Thoughts from the Ed TALK panel: Fast-Tracking Software Security
Thinking back on yesterday’s Ed TALKS panel, which featured Dinis Cruz, Sasha Rosenbaum, and Seba Deleersnyder, a few concepts came to light from our conversation.
Application security *is* more difficult than other areas of security
Both Dinis and Seba agreed wholeheartedly that software security is more difficult because one needs to have a background as a developer to be effective in application security. Sasha didn’t agree as much, taking the ever-positive approach that you can accomplish whatever you want to. However, the panel confirmed that this particular area -- software security -- is more challenging than other areas of cybersecurity.
Threat modeling *absolutely* has a place in CI/CD
I went into this talk knowing that Sasha was huge in DevOps, and Dinis is huge in speed (how he talks, how he develops, and how he pushes his team), so I was fully expecting them to say that threat modeling has no place in modern software development because it slows things down too much. I was also expecting Seba to counter their statements, knowing he's a threat modeling instructor. It turns out all three panelists agreed that threat modeling ABSOLUTELY has a place in a continuous integration/continuous deployment model, and DevOps, and Agile. That really surprised me. I was thrilled to hear it, of course, as I too am a big fan of threat modeling. Dinis went so far as to say that threat modeling enables the speed of DevOps because it tells you where you need more human attention and where you can automate.
Security Champions FTW!
I didn’t expect this - all the panelists agreed on the idea of security champions in a positive way, even when I suggested that Gartner recommends the idea (security professionals often run counter to what ivory tower analysts suggest.) Everyone was a huge proponent of security champions. Dinis said it was the cheapest and fastest way to scale your security team, which I found pretty interesting. Sasha was behind the concept whole-heartedly, especially the hands-on capture-the-flag (CTF) activities recommended by Gartner. She said a CTF was part of her origin story in security. Having taken part in a CTF as a developer, she thought to herself, "Oh my! How many of these vulnerabilities have I pushed into production?" That’s precisely the kind of awareness that we, as an industry, are trying to build in the development community. Dinis said it succinctly, "I don't want my developers to be security experts; I just need them to be AWARE of it." He further said that security can (should) be a driver for the overall quality of software. I was happily surprised we spent so much time diving deep into the benefits of security champions. I had a whole sheet of questions we never even got to!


Every line containing the word "Skip" is to be copied from the data below.

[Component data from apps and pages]

----------------------------------------

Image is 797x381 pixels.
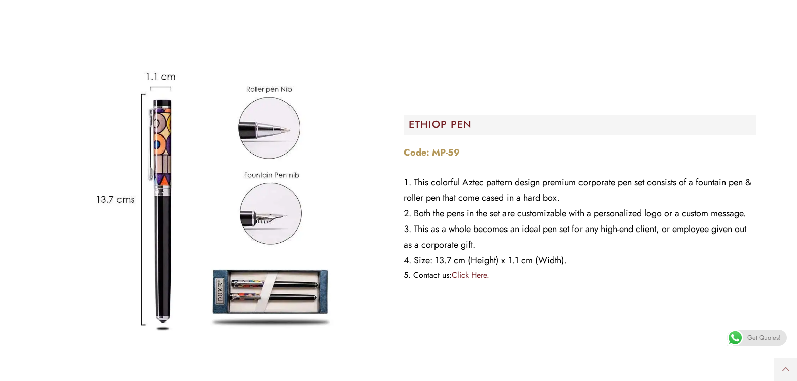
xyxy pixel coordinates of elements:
[404,222,757,253] li: This as a whole becomes an ideal pen set for any high-end client, or employee given out as a corp...
[404,253,757,269] li: Size: 13.7 cm (Height) x 1.1 cm (Width).
[404,206,757,222] li: Both the pens in the set are customizable with a personalized logo or a custom message.
[404,146,460,159] strong: Code: MP-59
[409,120,757,130] h2: ETHIOP PEN
[748,330,781,346] span: Get Quotes!
[404,269,757,283] li: Contact us:
[404,175,757,206] li: This colorful Aztec pattern design premium corporate pen set consists of a fountain pen & roller ...
[452,270,490,281] a: Click Here.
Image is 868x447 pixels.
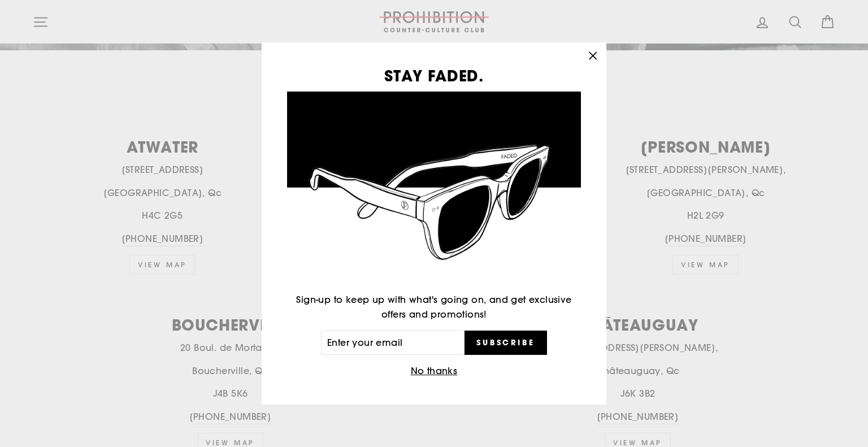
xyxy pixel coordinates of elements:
[287,68,581,83] h3: STAY FADED.
[287,293,581,321] p: Sign-up to keep up with what's going on, and get exclusive offers and promotions!
[464,331,547,355] button: Subscribe
[476,337,535,348] span: Subscribe
[408,364,461,380] button: No thanks
[321,331,464,355] input: Enter your email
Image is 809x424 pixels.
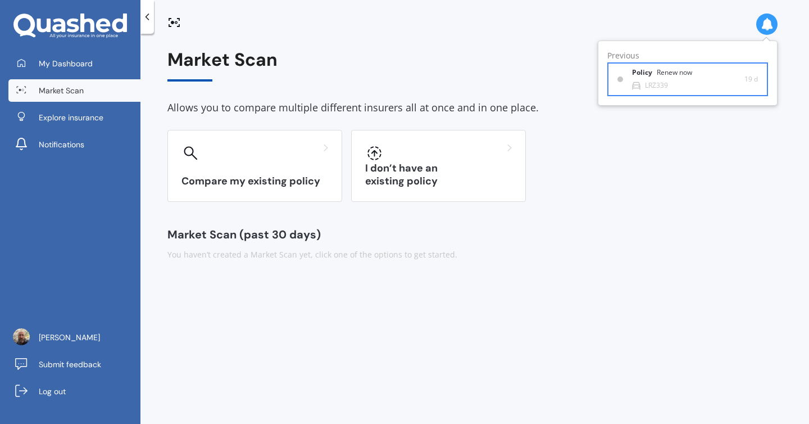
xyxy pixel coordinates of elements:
[608,50,768,62] div: Previous
[657,69,693,76] div: Renew now
[8,326,141,349] a: [PERSON_NAME]
[365,162,512,188] h3: I don’t have an existing policy
[8,52,141,75] a: My Dashboard
[645,82,668,89] div: LRZ339
[182,175,328,188] h3: Compare my existing policy
[745,74,758,85] span: 19 d
[168,100,783,116] div: Allows you to compare multiple different insurers all at once and in one place.
[39,359,101,370] span: Submit feedback
[632,69,657,76] b: Policy
[39,386,66,397] span: Log out
[8,106,141,129] a: Explore insurance
[168,249,783,260] div: You haven’t created a Market Scan yet, click one of the options to get started.
[39,332,100,343] span: [PERSON_NAME]
[39,139,84,150] span: Notifications
[8,353,141,376] a: Submit feedback
[8,79,141,102] a: Market Scan
[39,112,103,123] span: Explore insurance
[168,229,783,240] div: Market Scan (past 30 days)
[13,328,30,345] img: 1668289408900.JPG
[8,133,141,156] a: Notifications
[39,85,84,96] span: Market Scan
[168,49,783,82] div: Market Scan
[8,380,141,402] a: Log out
[39,58,93,69] span: My Dashboard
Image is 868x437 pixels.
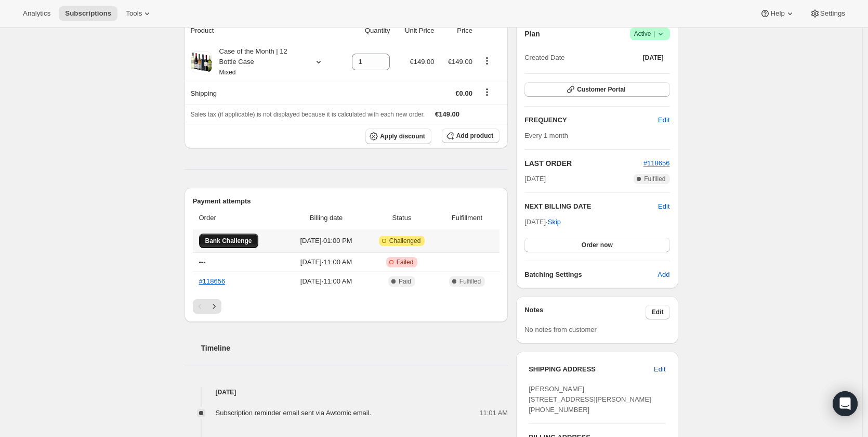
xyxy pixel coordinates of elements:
[437,19,475,42] th: Price
[525,115,658,126] h2: FREQUENCY
[219,69,236,76] small: Mixed
[479,86,495,98] button: Shipping actions
[658,202,670,212] button: Edit
[654,364,666,375] span: Edit
[59,6,117,21] button: Subscriptions
[754,6,801,21] button: Help
[525,158,644,169] h2: LAST ORDER
[191,111,425,118] span: Sales tax (if applicable) is not displayed because it is calculated with each new order.
[525,202,658,212] h2: NEXT BILLING DATE
[804,6,851,21] button: Settings
[643,54,664,62] span: [DATE]
[126,9,142,18] span: Tools
[645,305,670,320] button: Edit
[399,278,411,286] span: Paid
[369,213,434,223] span: Status
[634,29,666,39] span: Active
[193,196,500,207] h2: Payment attempts
[658,115,670,126] span: Edit
[637,51,670,65] button: [DATE]
[212,46,305,78] div: Case of the Month | 12 Bottle Case
[410,58,434,66] span: €149.00
[456,89,472,97] span: €0.00
[460,278,481,286] span: Fulfilled
[120,6,159,21] button: Tools
[193,299,500,314] nav: Pagination
[442,128,499,143] button: Add product
[770,9,785,18] span: Help
[652,112,676,128] button: Edit
[201,343,508,354] h2: Timeline
[199,278,225,285] a: #118656
[525,218,561,226] span: [DATE] ·
[185,19,338,42] th: Product
[529,385,651,413] span: [PERSON_NAME] [STREET_ADDRESS][PERSON_NAME] [PHONE_NUMBER]
[582,241,613,249] span: Order now
[389,237,421,245] span: Challenged
[525,132,568,139] span: Every 1 month
[525,326,596,333] span: No notes from customer
[205,237,252,245] span: Bank Challenge
[525,52,564,63] span: Created Date
[456,132,494,140] span: Add product
[833,392,858,416] div: Open Intercom Messenger
[435,111,460,118] span: €149.00
[207,299,221,314] button: Next
[191,51,212,73] img: product img
[185,82,338,105] th: Shipping
[652,308,664,316] span: Edit
[193,207,286,230] th: Order
[651,267,676,283] button: Add
[653,30,655,38] span: |
[338,19,393,42] th: Quantity
[525,269,657,280] h6: Batching Settings
[448,58,472,66] span: €149.00
[644,159,670,167] a: #118656
[525,238,670,252] button: Order now
[529,364,654,375] h3: SHIPPING ADDRESS
[657,269,670,280] span: Add
[525,305,645,320] h3: Notes
[393,19,437,42] th: Unit Price
[199,234,258,248] button: Bank Challenge
[23,9,51,18] span: Analytics
[525,174,546,184] span: [DATE]
[289,213,363,223] span: Billing date
[65,9,111,18] span: Subscriptions
[185,387,508,397] h4: [DATE]
[380,132,425,140] span: Apply discount
[542,214,567,230] button: Skip
[397,258,414,267] span: Failed
[648,361,672,378] button: Edit
[216,409,372,417] span: Subscription reminder email sent via Awtomic email.
[577,85,625,94] span: Customer Portal
[548,217,561,227] span: Skip
[525,82,670,97] button: Customer Portal
[644,158,670,169] button: #118656
[199,258,206,266] span: ---
[289,276,363,287] span: [DATE] · 11:00 AM
[441,213,494,223] span: Fulfillment
[525,29,540,39] h2: Plan
[820,9,845,18] span: Settings
[479,55,495,67] button: Product actions
[479,408,508,419] span: 11:01 AM
[289,235,363,246] span: [DATE] · 01:00 PM
[365,128,431,144] button: Apply discount
[644,175,666,183] span: Fulfilled
[17,6,57,21] button: Analytics
[289,257,363,268] span: [DATE] · 11:00 AM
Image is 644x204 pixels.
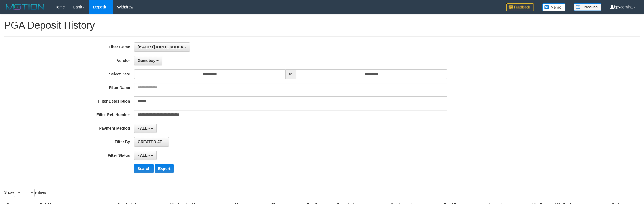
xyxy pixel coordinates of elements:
h1: PGA Deposit History [4,20,640,31]
img: panduan.png [574,4,601,11]
span: Gameboy [138,58,155,63]
button: CREATED AT [134,137,169,147]
button: [ISPORT] KANTORBOLA [134,42,190,52]
span: - ALL - [138,126,150,131]
img: MOTION_logo.png [4,3,46,11]
button: - ALL - [134,124,156,133]
span: - ALL - [138,153,150,158]
span: [ISPORT] KANTORBOLA [138,45,183,49]
span: CREATED AT [138,140,162,144]
button: Export [155,164,174,173]
img: Button%20Memo.svg [542,4,566,11]
label: Show entries [4,189,46,197]
button: - ALL - [134,151,156,160]
img: Feedback.jpg [506,4,534,11]
button: Search [134,164,154,173]
select: Showentries [14,189,35,197]
button: Gameboy [134,56,162,65]
span: to [285,70,296,79]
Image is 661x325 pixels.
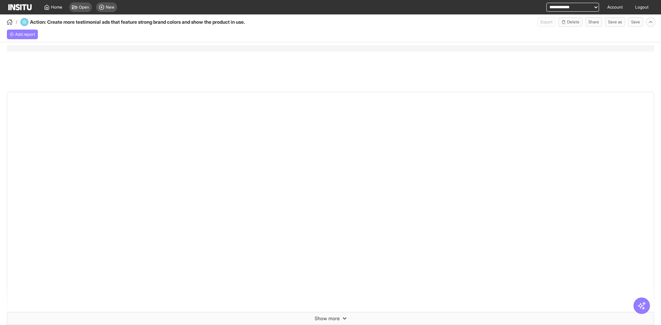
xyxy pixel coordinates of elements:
button: Add report [7,30,38,39]
button: Delete [558,17,582,27]
h4: Action: Create more testimonial ads that feature strong brand colors and show the product in use. [30,19,264,25]
button: Share [585,17,602,27]
button: Save [628,17,643,27]
span: Can currently only export from Insights reports. [537,17,556,27]
div: Add a report to get started [7,30,38,39]
span: / [16,19,18,25]
button: Export [537,17,556,27]
button: Save as [605,17,625,27]
span: Home [51,4,62,10]
span: Open [79,4,89,10]
img: Logo [8,4,32,10]
button: / [6,18,18,26]
div: Action: Create more testimonial ads that feature strong brand colors and show the product in use. [20,18,264,26]
span: New [106,4,114,10]
span: Add report [15,32,35,37]
button: Show more [7,313,654,325]
span: Show more [315,315,340,322]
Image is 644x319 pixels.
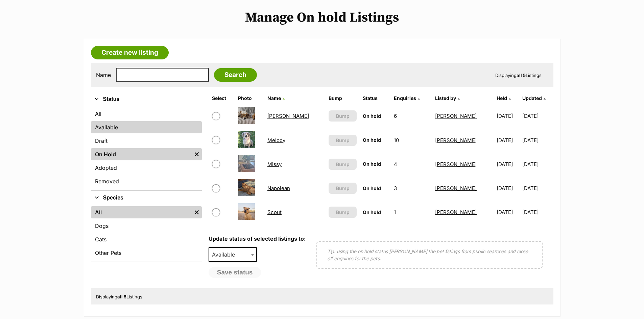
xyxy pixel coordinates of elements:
a: Missy [268,161,282,168]
a: Updated [522,95,546,101]
span: Name [268,95,281,101]
a: On Hold [91,148,192,161]
span: On hold [363,113,381,119]
p: Tip: using the on hold status [PERSON_NAME] the pet listings from public searches and close off e... [327,248,532,262]
td: [DATE] [494,201,522,224]
input: Search [214,68,257,82]
a: [PERSON_NAME] [435,185,477,191]
td: [DATE] [494,177,522,200]
span: Displaying Listings [495,73,542,78]
a: Enquiries [394,95,420,101]
strong: all 5 [117,294,127,300]
a: Cats [91,233,202,246]
span: Available [209,247,257,262]
a: Adopted [91,162,202,174]
td: [DATE] [522,129,552,152]
button: Bump [329,135,356,146]
td: [DATE] [522,104,552,128]
span: On hold [363,161,381,167]
a: [PERSON_NAME] [268,113,309,119]
a: Other Pets [91,247,202,259]
a: Available [91,121,202,133]
td: [DATE] [522,177,552,200]
a: [PERSON_NAME] [435,161,477,168]
span: Bump [336,137,350,144]
td: 3 [391,177,432,200]
a: Scout [268,209,282,216]
a: Listed by [435,95,460,101]
td: [DATE] [494,153,522,176]
span: Displaying Listings [96,294,142,300]
strong: all 5 [517,73,526,78]
a: Removed [91,175,202,188]
a: Remove filter [192,207,202,218]
th: Status [360,93,390,104]
span: Bump [336,185,350,192]
span: On hold [363,186,381,191]
td: [DATE] [494,104,522,128]
button: Bump [329,110,356,122]
a: [PERSON_NAME] [435,209,477,216]
button: Bump [329,183,356,194]
td: 4 [391,153,432,176]
a: All [91,207,192,218]
label: Update status of selected listings to: [209,235,306,242]
td: [DATE] [522,201,552,224]
label: Name [96,72,111,78]
a: Draft [91,135,202,147]
span: Bump [336,112,350,119]
button: Bump [329,207,356,218]
span: Updated [522,95,542,101]
a: All [91,108,202,120]
div: Status [91,106,202,190]
span: Bump [336,161,350,168]
a: Remove filter [192,148,202,161]
a: Dogs [91,220,202,232]
span: Listed by [435,95,456,101]
a: Held [496,95,511,101]
a: Create new listing [91,46,169,60]
td: 6 [391,104,432,128]
button: Bump [329,159,356,170]
span: Held [496,95,507,101]
td: 10 [391,129,432,152]
span: Bump [336,209,350,216]
button: Species [91,193,202,202]
span: translation missing: en.admin.listings.index.attributes.enquiries [394,95,416,101]
div: Species [91,205,202,262]
td: 1 [391,201,432,224]
span: Available [209,250,242,259]
span: On hold [363,209,381,215]
th: Photo [235,93,264,104]
button: Save status [209,267,261,278]
a: [PERSON_NAME] [435,113,477,119]
a: Napolean [268,185,290,191]
th: Select [209,93,235,104]
td: [DATE] [522,153,552,176]
a: Melody [268,137,285,144]
img: Scout [238,203,255,220]
th: Bump [326,93,359,104]
a: [PERSON_NAME] [435,137,477,144]
button: Status [91,95,202,104]
span: On hold [363,137,381,143]
a: Name [268,95,285,101]
td: [DATE] [494,129,522,152]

----------------------------------------

■ **Exercise output**
[542,214,567,230] button: Skip
[548,217,561,227] span: Skip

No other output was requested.